I don't want to beat a dead horse but I'm bugged.


I just can't clear my head of this. I don't want to start a measurements vs listening war and I'd appreciate it if you guys don't, but I bought a Rogue Sphinx V3 as some of you may remember and have been enjoying it quite a bit. So, I head over to AVS and read Amir's review and he just rips it apart. But that's OK, measurements are measurements, that is not what bugs me. I learned in the early 70s that distortion numbers, etc, may not be that important to me. Then I read that he didn't even bother listening to the darn thing. That is what really bugs me. If something measures so poorly, wouldn't you want to correlate the measurements with what you hear? Do people still buy gear on measurements alone? I learned that can be a big mistake. I just don't get it, never have. Can anybody provide some insight to why some people are stuck on audio measurements? Help me package that so I can at least understand what they are thinking without dismissing them completely as a bunch of mislead sheep. 

128x128russ69

This one jumped the shark and missed the mark. Have fun. Cheers!

We need a shark with better timing, like this one.

All the best,
Nonoise

In another thread, perhaps this thread, @prof clearly differentiates between subjective preferences and subjective impressions.

In a nutshell subjective impressions AND preferences need to be educated in a listening learning acoustic process becoming then a set of educated positively biased impressions like any musician or trained acoustician exhibit ...

Opposing electrical measures about a piece of gear over listening impression or even over listening preference is a dead horse useless beating...

Entertaining for our own narrowing motives two opposing groups of people is trivial business......

I prefer to think in a larger way and in a larger context.... A too larger one for some here sometimes, i plaid guilty, but at least i am not boring nor trivial...

😁😊

There must be some kind of way out of here...

The way out is a dialogue out of the narrow mind set of few fetichist subjective people and also especially out of the objective obsession about electrical measures of few zealots, in a discussion appealing to more rigorous acoustic and psycho-acoustic concept and experience and experiments... After all the correlation between objective and subjective attitude must be a learned experience in an ongoing process in an experimental listening  history proper to each of us...

Then calling people "deluded audiophile" or throwing appeal to ban objectivist is not a sane mental behaviour...

Seem to me that if a product measure worse in a parameter than another its objectively worse based on that parameter.

But as I suggested before if one posits a given level of distortion is inaudible 

reducing that level of distortion a hundredfold cannot affect the audible experience

The measurement it important from the marketing and quality control standpoint of course.

To suggest a piece that measures worse cant sound good isnt sustainable after a minimum standard is met,

If you cd establish  level of distortion that is audible that might be helpful but wdnt necessarily mean the piece wd not sound  good

You wd need to be able to prove that an audible level of distortion was detectable to a large number of folk who wd independently agree it sounded bad to make the point 

And then you are back to listening test vs measurement no?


_WORK REQUIRED:_
Present an exact copy of each line below.

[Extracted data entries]
******
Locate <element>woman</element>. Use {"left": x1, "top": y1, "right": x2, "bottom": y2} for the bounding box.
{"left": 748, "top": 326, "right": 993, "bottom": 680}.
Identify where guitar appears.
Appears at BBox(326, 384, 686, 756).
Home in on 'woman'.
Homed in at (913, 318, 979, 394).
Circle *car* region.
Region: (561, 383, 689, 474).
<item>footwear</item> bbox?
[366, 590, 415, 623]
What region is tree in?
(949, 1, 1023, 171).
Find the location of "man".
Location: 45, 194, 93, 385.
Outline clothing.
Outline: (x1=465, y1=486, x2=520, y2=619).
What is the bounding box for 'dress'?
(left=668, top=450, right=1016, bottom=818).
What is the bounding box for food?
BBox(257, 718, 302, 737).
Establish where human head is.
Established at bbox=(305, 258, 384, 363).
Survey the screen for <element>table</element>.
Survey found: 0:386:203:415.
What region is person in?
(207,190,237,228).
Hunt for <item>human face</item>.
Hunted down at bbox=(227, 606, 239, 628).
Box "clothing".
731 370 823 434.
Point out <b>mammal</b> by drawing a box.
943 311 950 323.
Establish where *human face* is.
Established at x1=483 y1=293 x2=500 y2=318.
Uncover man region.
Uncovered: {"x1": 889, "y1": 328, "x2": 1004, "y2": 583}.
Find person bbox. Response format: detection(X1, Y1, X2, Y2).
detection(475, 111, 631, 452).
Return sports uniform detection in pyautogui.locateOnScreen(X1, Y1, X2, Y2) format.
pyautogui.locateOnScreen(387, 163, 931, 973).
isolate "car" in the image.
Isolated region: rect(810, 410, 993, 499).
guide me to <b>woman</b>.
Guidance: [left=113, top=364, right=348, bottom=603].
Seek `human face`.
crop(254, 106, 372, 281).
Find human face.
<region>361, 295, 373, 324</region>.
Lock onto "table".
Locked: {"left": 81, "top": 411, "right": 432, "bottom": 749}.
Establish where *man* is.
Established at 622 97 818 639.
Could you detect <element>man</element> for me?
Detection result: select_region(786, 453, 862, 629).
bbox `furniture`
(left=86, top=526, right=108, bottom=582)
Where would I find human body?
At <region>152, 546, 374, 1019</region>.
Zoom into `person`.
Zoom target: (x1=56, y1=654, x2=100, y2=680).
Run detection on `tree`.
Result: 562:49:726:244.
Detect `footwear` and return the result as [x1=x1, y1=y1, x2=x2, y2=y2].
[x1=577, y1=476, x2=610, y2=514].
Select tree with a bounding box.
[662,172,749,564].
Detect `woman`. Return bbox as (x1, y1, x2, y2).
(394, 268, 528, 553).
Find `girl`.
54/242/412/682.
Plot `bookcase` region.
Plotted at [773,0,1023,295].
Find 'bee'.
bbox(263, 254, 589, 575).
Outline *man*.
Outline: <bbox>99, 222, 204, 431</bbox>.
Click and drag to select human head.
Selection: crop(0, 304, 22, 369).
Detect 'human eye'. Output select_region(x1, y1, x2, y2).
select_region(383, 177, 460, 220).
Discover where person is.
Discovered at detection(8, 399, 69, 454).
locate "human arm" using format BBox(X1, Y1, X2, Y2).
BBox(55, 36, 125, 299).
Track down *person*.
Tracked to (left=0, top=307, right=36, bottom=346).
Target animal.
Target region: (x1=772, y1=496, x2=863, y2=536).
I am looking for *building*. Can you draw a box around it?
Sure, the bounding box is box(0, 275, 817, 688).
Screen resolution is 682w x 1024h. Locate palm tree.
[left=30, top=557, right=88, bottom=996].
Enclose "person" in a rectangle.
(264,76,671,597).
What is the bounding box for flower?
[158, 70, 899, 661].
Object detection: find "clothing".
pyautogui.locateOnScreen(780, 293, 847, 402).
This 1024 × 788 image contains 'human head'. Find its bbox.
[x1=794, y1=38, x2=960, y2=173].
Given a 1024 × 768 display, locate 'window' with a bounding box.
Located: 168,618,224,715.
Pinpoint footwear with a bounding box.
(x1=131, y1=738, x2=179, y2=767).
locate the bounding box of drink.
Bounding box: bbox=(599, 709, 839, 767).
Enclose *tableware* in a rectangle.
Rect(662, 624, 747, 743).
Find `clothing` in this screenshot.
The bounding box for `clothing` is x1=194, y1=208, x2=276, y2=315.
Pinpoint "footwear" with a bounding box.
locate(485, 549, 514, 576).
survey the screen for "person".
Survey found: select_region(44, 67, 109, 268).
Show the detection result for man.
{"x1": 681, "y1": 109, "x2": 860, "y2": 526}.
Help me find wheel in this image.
******
_OUTPUT OF THE EXERCISE:_
Locate <element>woman</element>. Use {"left": x1, "top": y1, "right": x2, "bottom": y2} for the bounding box.
{"left": 748, "top": 326, "right": 993, "bottom": 680}.
Identify where guitar appears.
Appears at BBox(326, 384, 686, 756).
Home in on 'woman'.
Homed in at (913, 318, 979, 394).
Circle *car* region.
Region: (561, 383, 689, 474).
<item>footwear</item> bbox?
[366, 590, 415, 623]
What region is tree in?
(949, 1, 1023, 171).
Find the location of "man".
Location: 45, 194, 93, 385.
Outline clothing.
Outline: (x1=465, y1=486, x2=520, y2=619).
What is the bounding box for 'dress'?
(left=668, top=450, right=1016, bottom=818).
What is the bounding box for food?
BBox(257, 718, 302, 737).
Establish where human head is.
Established at bbox=(305, 258, 384, 363).
Survey the screen for <element>table</element>.
Survey found: 0:386:203:415.
What region is person in?
(207,190,237,228).
Hunt for <item>human face</item>.
Hunted down at bbox=(227, 606, 239, 628).
Box "clothing".
731 370 823 434.
Point out <b>mammal</b> by drawing a box.
943 311 950 323.
Establish where *human face* is.
Established at x1=483 y1=293 x2=500 y2=318.
Uncover man region.
Uncovered: {"x1": 889, "y1": 328, "x2": 1004, "y2": 583}.
Find person bbox. Response format: detection(X1, Y1, X2, Y2).
detection(475, 111, 631, 452).
Return sports uniform detection in pyautogui.locateOnScreen(X1, Y1, X2, Y2) format.
pyautogui.locateOnScreen(387, 163, 931, 973).
isolate "car" in the image.
Isolated region: rect(810, 410, 993, 499).
guide me to <b>woman</b>.
Guidance: [left=113, top=364, right=348, bottom=603].
Seek `human face`.
crop(254, 106, 372, 281).
Find human face.
<region>361, 295, 373, 324</region>.
Lock onto "table".
Locked: {"left": 81, "top": 411, "right": 432, "bottom": 749}.
Establish where *man* is.
Established at 622 97 818 639.
Could you detect <element>man</element> for me?
Detection result: select_region(786, 453, 862, 629).
bbox `furniture`
(left=86, top=526, right=108, bottom=582)
Where would I find human body?
At <region>152, 546, 374, 1019</region>.
Zoom into `person`.
Zoom target: (x1=56, y1=654, x2=100, y2=680).
Run detection on `tree`.
Result: 562:49:726:244.
Detect `footwear` and return the result as [x1=x1, y1=y1, x2=x2, y2=y2].
[x1=577, y1=476, x2=610, y2=514].
Select tree with a bounding box.
[662,172,749,564].
Detect `woman`. Return bbox as (x1, y1, x2, y2).
(394, 268, 528, 553).
Find `girl`.
54/242/412/682.
Plot `bookcase` region.
Plotted at [773,0,1023,295].
Find 'bee'.
bbox(263, 254, 589, 575).
Outline *man*.
Outline: <bbox>99, 222, 204, 431</bbox>.
Click and drag to select human head.
Selection: crop(0, 304, 22, 369).
Detect 'human eye'. Output select_region(x1, y1, x2, y2).
select_region(383, 177, 460, 220).
Discover where person is.
Discovered at detection(8, 399, 69, 454).
locate "human arm" using format BBox(X1, Y1, X2, Y2).
BBox(55, 36, 125, 299).
Track down *person*.
Tracked to (left=0, top=307, right=36, bottom=346).
Target animal.
Target region: (x1=772, y1=496, x2=863, y2=536).
I am looking for *building*. Can you draw a box around it?
Sure, the bounding box is box(0, 275, 817, 688).
Screen resolution is 682w x 1024h. Locate palm tree.
[left=30, top=557, right=88, bottom=996].
Enclose "person" in a rectangle.
(264,76,671,597).
What is the bounding box for flower?
[158, 70, 899, 661].
Object detection: find "clothing".
pyautogui.locateOnScreen(780, 293, 847, 402).
This 1024 × 788 image contains 'human head'. Find its bbox.
[x1=794, y1=38, x2=960, y2=173].
Given a 1024 × 768 display, locate 'window' with a bounding box.
Located: 168,618,224,715.
Pinpoint footwear with a bounding box.
(x1=131, y1=738, x2=179, y2=767).
locate the bounding box of drink.
Bounding box: bbox=(599, 709, 839, 767).
Enclose *tableware* in a rectangle.
Rect(662, 624, 747, 743).
Find `clothing` in this screenshot.
The bounding box for `clothing` is x1=194, y1=208, x2=276, y2=315.
Pinpoint "footwear" with a bounding box.
locate(485, 549, 514, 576).
survey the screen for "person".
Survey found: select_region(44, 67, 109, 268).
Show the detection result for man.
{"x1": 681, "y1": 109, "x2": 860, "y2": 526}.
Help me find wheel in this image.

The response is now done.